Friday, August 5, 2011

Mallika's car wash scene in theatres soon

Form:  http://www.hindustantimes.com

Mallika Sherawat’s movie, Politics Of Love, opens in the US on August 26. The Hollywood rom-com is set against the backdrop of the 2008 presidential elections that saw Barack Obama being voted into the White House. Her character, Aretha Gupta, a Democratic volunteer who falls in love with
her Republican counterpart Kyle Franklin (Brian White), is loosely based on Californian half-Indian, half-American attorney general Kamala Harris.

Mallika points out that her journey in the movies parallels Obama’s in politics. “Both of us were outsiders who gate-crashed the system,” she says.

“I’m a girl from a small town in Haryana, who without any godfather, carved a small place for herself in a world that the self-proclaimed blue blood of Bollywood thought only they had the privilege to inhabit. And he, an African-American, walks the corridors of power today. In the next election, I’d like to campaign for him. He’s asked me to invite him to the premiere of my film because my co-star, Oscar nominee Ruby Dee, is one of his favourites.”

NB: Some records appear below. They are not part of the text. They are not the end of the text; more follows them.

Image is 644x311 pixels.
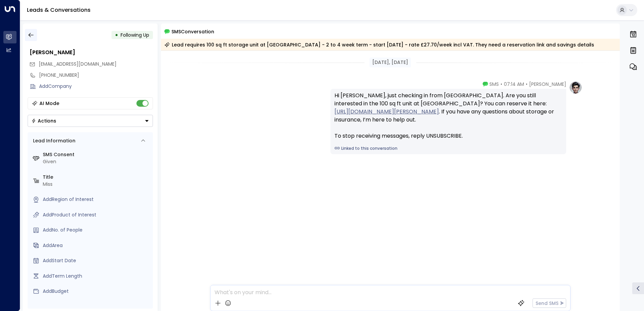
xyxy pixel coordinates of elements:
[43,288,150,295] div: AddBudget
[30,48,153,56] div: [PERSON_NAME]
[43,227,150,233] div: AddNo. of People
[43,158,150,165] div: Given
[43,174,150,181] label: Title
[43,151,150,158] label: SMS Consent
[171,27,214,35] span: SMS Conversation
[31,118,56,124] div: Actions
[369,58,411,67] div: [DATE], [DATE]
[39,61,117,67] span: [EMAIL_ADDRESS][DOMAIN_NAME]
[43,242,150,249] div: AddArea
[43,196,150,203] div: AddRegion of Interest
[489,81,499,88] span: SMS
[569,81,582,94] img: profile-logo.png
[165,41,594,48] div: Lead requires 100 sq ft storage unit at [GEOGRAPHIC_DATA] - 2 to 4 week term - start [DATE] - rat...
[43,273,150,279] div: AddTerm Length
[31,137,75,144] div: Lead Information
[43,181,150,188] div: Miss
[28,115,153,127] button: Actions
[115,29,118,41] div: •
[501,81,502,88] span: •
[39,72,153,79] div: [PHONE_NUMBER]
[39,83,153,90] div: AddCompany
[504,81,524,88] span: 07:14 AM
[120,32,149,38] span: Following Up
[43,211,150,218] div: AddProduct of Interest
[526,81,527,88] span: •
[335,92,562,140] div: Hi [PERSON_NAME], just checking in from [GEOGRAPHIC_DATA]. Are you still interested in the 100 sq...
[28,115,153,127] div: Button group with a nested menu
[335,145,562,151] a: Linked to this conversation
[43,303,150,310] label: Source
[39,61,117,67] span: Saara88@hotmail.co.uk
[335,108,439,116] a: [URL][DOMAIN_NAME][PERSON_NAME]
[27,6,91,14] a: Leads & Conversations
[39,100,59,107] div: AI Mode
[529,81,566,88] span: [PERSON_NAME]
[43,257,150,264] div: AddStart Date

Mallika shook hands with the President at the White House, hours after he signed the Al-Qaeda leader Osama Bin Laden’s death warrant. She looks surprised: “Really? I wasn’t aware of that.” Has Osama’s killing been worked into the script? “No, there have been no changes based on recent developments,” she says.

However, it’s no surprise that the film has a sizzling car wash sequence, with her all sudsy in a skimpy outfit. A part of the footage was leaked on to YouTube and has already received over 2,60,000 hits. “It’s a song-and-dance dream sequence that has Kyle fantasising about Aretha… An ode to Bollywood,” says Mallika, remembering how cold she was while shooting it. “It was a chilly day, the soap and water was dirty and I wasn’t looking very glam. In between shots, they’d wrap me up in blankets so my teeth would stop clattering.”

A car wash scene, she adds, was a first for her, but being a movie buff, she remembered Liv Tyler doing one in One Night At MacCool’s (2001). “There’s one in a Jessica Simpson video too,” she says.

Simpson appeared in The Dukes Of Hazzard (2005) and released a cover of the 1966 Nancy Sinatra track ‘These boots are made for walkin…’.  The song was on the Billboard Hot 100 chart and the video featured Simpson as Daisy Duke, singing in a bar and then washing the General Lee car in a pink bikini. In some countries, the video was banned for its sexual content and Simpson was criticised by a Christian group.

Mallika, who doesn’t expect any controversy, is confident the scene will look hot in theatres and will be a hit. She laughs, “My fans like to see me drenched.”